Friday, I joined 4 billion people to watch the China’s Olympic Games opening ceremony. And stayed glued to my TV for the whole four hours of the show. How could I not be dazzled?
China’s awesome PR move still cannot hide the grim environmental reality behind the spectacle:
- 16 of the world’s most polluted cities are in China
- 2 million pollution-related cancer deaths in China each year
- 500 million Chinese who lack access to safe drinking water
- 1 percent of China’s 560 million urbanites who breathe air considered safe by European standards
Of course, as the world’s largest importer of China goods, we the American consumers are playing a huge role in the Chinese mess. And we are being paid back in rising world emissions and unhealthy air over our coastlines.
I watched part of the opening ceremonies, and they were amazing.
But, one of the things that struck me (in addition to what you, Marguerite, write about) is that Bush, Putin, the President of France, and (I assume) the leader of China, along with other leaders, were all in that same stadium, watching a show that celebrates Earth and all peoples peacefully cohabitating.
How can Bush, Putin, and those other leaders take such a show seriously and then go back to their day jobs and support oil, gas, coal, and a bunch of other stuff, not to mention wars?
I don’t get it. I hate to say this, but they must be either blind, or stupid, or ineffective, or . . . whatever.
What can I say?
(Sorry for the frustration.)
Cheers to all the Margueritians,
Jeff
This is such an important message that somehow has to get across – It is the west that consumes what China produces, therefore the increasing CO2 emissions from China are our responsibility. We need to stop consuming and stop pointing fingers of blame at a country which still has considerably lower per capita CO2 emissions than US and Europe.
Hey guys, might want to check this out for another side of the olympic games;
http://joshxiong.com/?p=60
Dan, I left a comment on Josh’s blog. When asked how they were able to pull off such a feat during the opening ceremony, Chinese officials said: the people. Citizens have a lot of power, as voters, consumers, and potential activists. The collective energy is available. It is a matter of directing it properly.
Jeff, Simon, I could not agree more. The world is coalescing with these tragedies. We the citizens from developed countries are very happy to consume, and do not want to acknowledge our role in unfair work practices and distant sources of environmental pollution. And our leaders confuse endorsement with diplomacy.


• Task to complete:
Would you copy each line of the records that includes the word "DATE"?

::: Listed entries :::

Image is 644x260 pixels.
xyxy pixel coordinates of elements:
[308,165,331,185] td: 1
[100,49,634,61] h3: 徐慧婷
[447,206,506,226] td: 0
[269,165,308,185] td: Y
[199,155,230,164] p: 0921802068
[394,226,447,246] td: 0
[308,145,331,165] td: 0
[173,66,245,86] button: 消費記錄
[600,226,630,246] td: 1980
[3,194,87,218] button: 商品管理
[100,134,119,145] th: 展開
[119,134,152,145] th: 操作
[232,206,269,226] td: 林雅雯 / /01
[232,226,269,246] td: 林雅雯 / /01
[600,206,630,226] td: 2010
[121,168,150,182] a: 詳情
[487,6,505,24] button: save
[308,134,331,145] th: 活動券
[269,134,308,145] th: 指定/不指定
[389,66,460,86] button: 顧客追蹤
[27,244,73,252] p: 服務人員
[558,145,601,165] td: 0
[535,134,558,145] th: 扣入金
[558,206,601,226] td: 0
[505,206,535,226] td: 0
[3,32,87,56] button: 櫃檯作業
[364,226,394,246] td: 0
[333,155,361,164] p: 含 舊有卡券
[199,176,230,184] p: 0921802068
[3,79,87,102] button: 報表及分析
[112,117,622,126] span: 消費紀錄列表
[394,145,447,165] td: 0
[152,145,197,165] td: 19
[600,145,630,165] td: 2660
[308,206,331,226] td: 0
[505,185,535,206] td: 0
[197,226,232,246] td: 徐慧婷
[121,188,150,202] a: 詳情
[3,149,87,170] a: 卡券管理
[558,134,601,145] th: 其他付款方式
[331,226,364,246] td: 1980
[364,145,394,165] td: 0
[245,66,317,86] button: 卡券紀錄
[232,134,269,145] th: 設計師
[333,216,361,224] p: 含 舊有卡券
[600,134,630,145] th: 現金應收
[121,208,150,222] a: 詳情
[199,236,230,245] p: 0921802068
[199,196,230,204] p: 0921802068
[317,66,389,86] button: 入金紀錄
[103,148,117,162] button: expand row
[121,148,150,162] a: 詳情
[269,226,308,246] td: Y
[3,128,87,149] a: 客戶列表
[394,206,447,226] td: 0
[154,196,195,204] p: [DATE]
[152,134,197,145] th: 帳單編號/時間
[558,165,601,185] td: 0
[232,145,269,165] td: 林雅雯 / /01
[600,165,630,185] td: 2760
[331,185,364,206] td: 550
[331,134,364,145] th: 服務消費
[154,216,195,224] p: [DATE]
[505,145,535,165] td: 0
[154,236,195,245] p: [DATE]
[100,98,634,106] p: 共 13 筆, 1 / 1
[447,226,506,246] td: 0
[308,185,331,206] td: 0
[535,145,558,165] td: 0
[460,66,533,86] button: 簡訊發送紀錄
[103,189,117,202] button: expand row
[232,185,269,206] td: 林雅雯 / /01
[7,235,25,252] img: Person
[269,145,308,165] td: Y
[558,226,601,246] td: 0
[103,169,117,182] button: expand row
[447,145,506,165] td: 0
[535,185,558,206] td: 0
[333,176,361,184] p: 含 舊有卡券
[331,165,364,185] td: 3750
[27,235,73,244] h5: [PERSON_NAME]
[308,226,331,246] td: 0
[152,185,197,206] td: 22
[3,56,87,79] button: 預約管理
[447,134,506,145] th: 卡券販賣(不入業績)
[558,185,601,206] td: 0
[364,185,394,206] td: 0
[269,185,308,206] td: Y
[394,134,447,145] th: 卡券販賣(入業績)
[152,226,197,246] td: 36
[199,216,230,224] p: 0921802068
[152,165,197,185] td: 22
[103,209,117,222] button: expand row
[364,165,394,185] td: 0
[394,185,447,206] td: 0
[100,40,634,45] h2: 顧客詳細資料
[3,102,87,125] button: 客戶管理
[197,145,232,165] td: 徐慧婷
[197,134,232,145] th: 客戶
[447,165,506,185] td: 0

:::
::: Listed entries :::

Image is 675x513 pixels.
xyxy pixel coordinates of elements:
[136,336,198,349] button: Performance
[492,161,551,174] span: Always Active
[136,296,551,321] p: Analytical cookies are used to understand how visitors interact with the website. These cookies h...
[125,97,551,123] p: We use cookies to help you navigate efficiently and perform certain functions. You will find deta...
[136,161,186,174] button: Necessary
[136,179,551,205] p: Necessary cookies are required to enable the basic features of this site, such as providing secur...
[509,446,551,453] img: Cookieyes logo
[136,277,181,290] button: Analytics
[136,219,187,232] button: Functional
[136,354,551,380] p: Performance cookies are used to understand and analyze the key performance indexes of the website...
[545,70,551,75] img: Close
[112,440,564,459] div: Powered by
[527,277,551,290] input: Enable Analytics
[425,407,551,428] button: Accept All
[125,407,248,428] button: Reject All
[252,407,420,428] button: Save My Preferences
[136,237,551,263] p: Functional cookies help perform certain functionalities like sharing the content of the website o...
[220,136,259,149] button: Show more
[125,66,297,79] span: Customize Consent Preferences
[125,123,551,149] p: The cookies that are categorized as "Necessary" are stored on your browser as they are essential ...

:::
::: Listed entries :::

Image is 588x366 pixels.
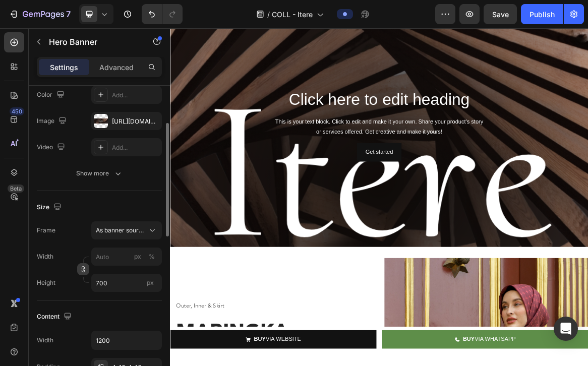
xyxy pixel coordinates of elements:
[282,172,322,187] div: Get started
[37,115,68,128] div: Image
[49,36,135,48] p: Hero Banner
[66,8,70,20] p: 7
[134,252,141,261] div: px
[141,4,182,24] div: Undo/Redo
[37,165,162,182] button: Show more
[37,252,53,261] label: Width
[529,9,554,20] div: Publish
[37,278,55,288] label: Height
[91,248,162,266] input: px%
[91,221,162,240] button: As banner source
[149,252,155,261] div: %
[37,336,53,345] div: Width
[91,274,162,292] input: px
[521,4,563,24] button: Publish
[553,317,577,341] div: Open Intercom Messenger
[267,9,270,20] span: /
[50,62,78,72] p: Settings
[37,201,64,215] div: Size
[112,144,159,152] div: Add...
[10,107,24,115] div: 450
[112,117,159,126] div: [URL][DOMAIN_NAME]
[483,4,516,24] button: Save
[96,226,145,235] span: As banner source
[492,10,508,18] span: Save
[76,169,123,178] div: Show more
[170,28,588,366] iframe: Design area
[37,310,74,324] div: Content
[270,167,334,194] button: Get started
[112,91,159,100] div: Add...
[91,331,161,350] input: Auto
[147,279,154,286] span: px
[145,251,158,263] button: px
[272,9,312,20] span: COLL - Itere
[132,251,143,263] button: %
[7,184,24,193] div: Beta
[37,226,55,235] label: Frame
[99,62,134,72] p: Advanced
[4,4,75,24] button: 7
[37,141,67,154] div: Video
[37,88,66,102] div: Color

:::

• Completed exercise:
[154,196,195,204] p: [DATE]
[154,216,195,224] p: [DATE]
[154,236,195,245] p: [DATE]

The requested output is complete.